Monthly rents for the one-, two- and three-bedroom apartments “will be north of $2,000,” Abele said. “But I think 90 percent of them are going to be under $3,000. We’ll average about $2,400 per unit.”

The property’s boutique hotel will be called Circ – “it’s our own brand,” Abele said – and will be managed by Trust Hospitality. The restaurant, called Olivia and run by Piero Filpi, will be “the main restaurant open to the public but also will serve as the hotel restaurant,” he said.

The topping-off party Thursday night was a years-in-the-making milestone for the developers of Hollywood Circle, who began assembling the development site in 2001.

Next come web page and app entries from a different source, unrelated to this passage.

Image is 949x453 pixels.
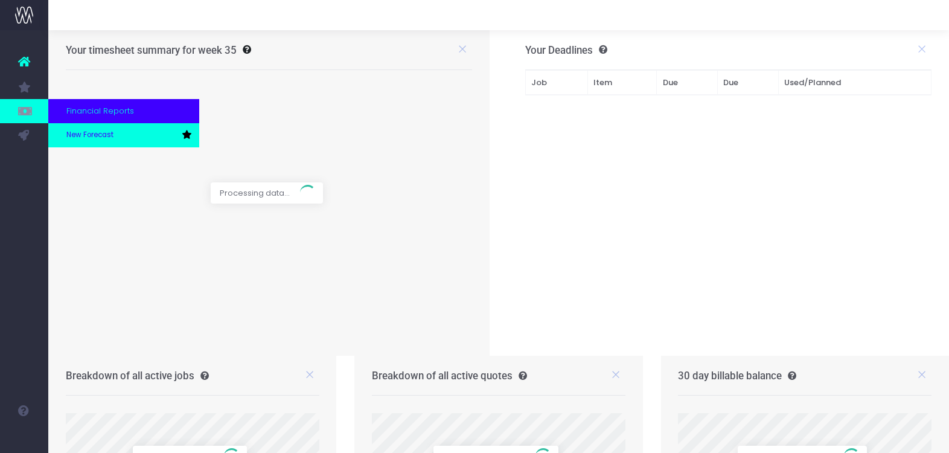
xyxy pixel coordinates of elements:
span: Financial Reports [66,105,134,117]
th: Item [587,71,656,95]
span: Processing data... [211,182,299,204]
th: Used/Planned [778,71,931,95]
th: Job [525,71,587,95]
th: Due [656,71,717,95]
img: images/default_profile_image.png [15,428,33,447]
h3: Your Deadlines [525,44,607,56]
th: Due [717,71,778,95]
span: New Forecast [66,130,113,141]
a: New Forecast [48,123,199,147]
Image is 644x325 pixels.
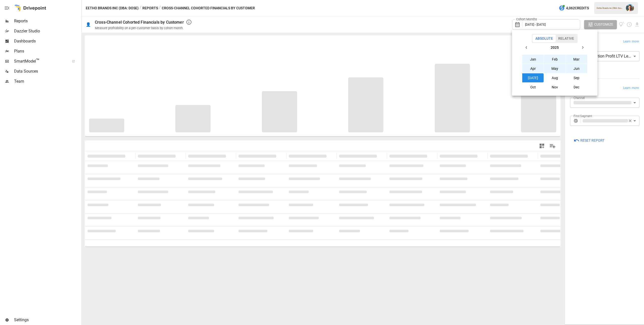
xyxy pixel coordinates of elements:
button: Absolute [532,35,556,42]
button: Jan [522,55,544,64]
button: 2025 [531,43,578,52]
button: May [544,64,565,73]
button: Jun [566,64,587,73]
button: Aug [544,74,565,82]
button: Feb [544,55,565,64]
button: [DATE] [522,74,544,82]
button: Oct [522,82,544,92]
button: Nov [544,82,565,92]
button: Relative [556,35,577,42]
button: Mar [566,55,587,64]
button: Sep [566,74,587,82]
button: Dec [566,82,587,92]
button: Apr [522,64,544,73]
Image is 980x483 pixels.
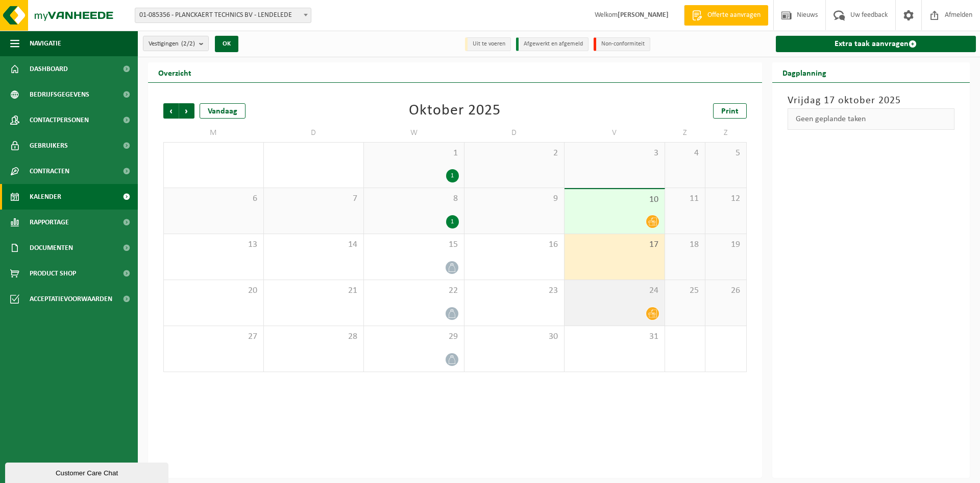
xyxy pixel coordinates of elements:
[569,194,660,205] span: 10
[665,124,706,142] td: Z
[269,285,359,296] span: 21
[369,193,459,205] span: 8
[169,331,258,342] span: 27
[30,107,89,133] span: Contactpersonen
[670,239,700,250] span: 18
[470,193,559,205] span: 9
[179,103,194,119] span: Volgende
[569,331,660,342] span: 31
[710,193,741,205] span: 12
[30,30,61,56] span: Navigatie
[670,148,700,159] span: 4
[516,38,588,51] li: Afgewerkt en afgemeld
[569,285,660,296] span: 24
[721,107,739,116] span: Print
[269,239,359,250] span: 14
[264,124,364,142] td: D
[181,40,195,47] count: (2/2)
[215,35,238,52] button: OK
[705,10,763,20] span: Offerte aanvragen
[369,239,459,250] span: 15
[670,193,700,205] span: 11
[30,260,76,286] span: Product Shop
[364,124,465,142] td: W
[369,148,459,159] span: 1
[30,82,90,107] span: Bedrijfsgegevens
[710,148,741,159] span: 5
[470,239,559,250] span: 16
[713,103,747,119] a: Print
[446,215,459,228] div: 1
[710,285,741,296] span: 26
[446,169,459,182] div: 1
[470,285,559,296] span: 23
[163,103,179,119] span: Vorige
[369,285,459,296] span: 22
[30,235,73,260] span: Documenten
[773,62,837,82] h2: Dagplanning
[30,56,68,82] span: Dashboard
[776,35,976,52] a: Extra taak aanvragen
[135,8,311,22] span: 01-085356 - PLANCKAERT TECHNICS BV - LENDELEDE
[199,103,246,119] div: Vandaag
[564,124,665,142] td: V
[163,124,264,142] td: M
[788,93,955,108] h3: Vrijdag 17 oktober 2025
[569,239,660,250] span: 17
[409,103,501,119] div: Oktober 2025
[169,193,258,205] span: 6
[149,36,195,51] span: Vestigingen
[369,331,459,342] span: 29
[788,108,955,129] div: Geen geplande taken
[710,239,741,250] span: 19
[30,184,61,210] span: Kalender
[470,148,559,159] span: 2
[670,285,700,296] span: 25
[5,460,171,483] iframe: chat widget
[143,35,209,51] button: Vestigingen(2/2)
[269,193,359,205] span: 7
[465,38,511,51] li: Uit te voeren
[618,12,669,19] strong: [PERSON_NAME]
[30,286,112,312] span: Acceptatievoorwaarden
[684,5,768,25] a: Offerte aanvragen
[148,62,202,82] h2: Overzicht
[134,8,311,23] span: 01-085356 - PLANCKAERT TECHNICS BV - LENDELEDE
[470,331,559,342] span: 30
[169,239,258,250] span: 13
[594,38,650,51] li: Non-conformiteit
[465,124,565,142] td: D
[705,124,747,142] td: Z
[269,331,359,342] span: 28
[169,285,258,296] span: 20
[30,158,69,184] span: Contracten
[569,148,660,159] span: 3
[30,133,68,158] span: Gebruikers
[30,210,69,235] span: Rapportage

The developers bought 24 parcels to assemble the site, including a Greyhound Bus terminal, four small apartment buildings, two gas stations, a Papa John’s drive-in pizza store, a vacant lot and an asphalt parking lot. The biggest structure they bought was a 12-story building called the Town House Apartments.

The development group had finished its land acquisitions by 2007, when the U.S. housing market began its historic slump, triggering an economic recession that continued into 2009. “We put everything on hold,” Abele said. “Everybody in the real estate business basically was on a forced vacation.”

The developers continued to operate the Town House Apartments until 2014, when they demolished it, marking the biggest step in clearing the development site for the construction of Hollywood Circle.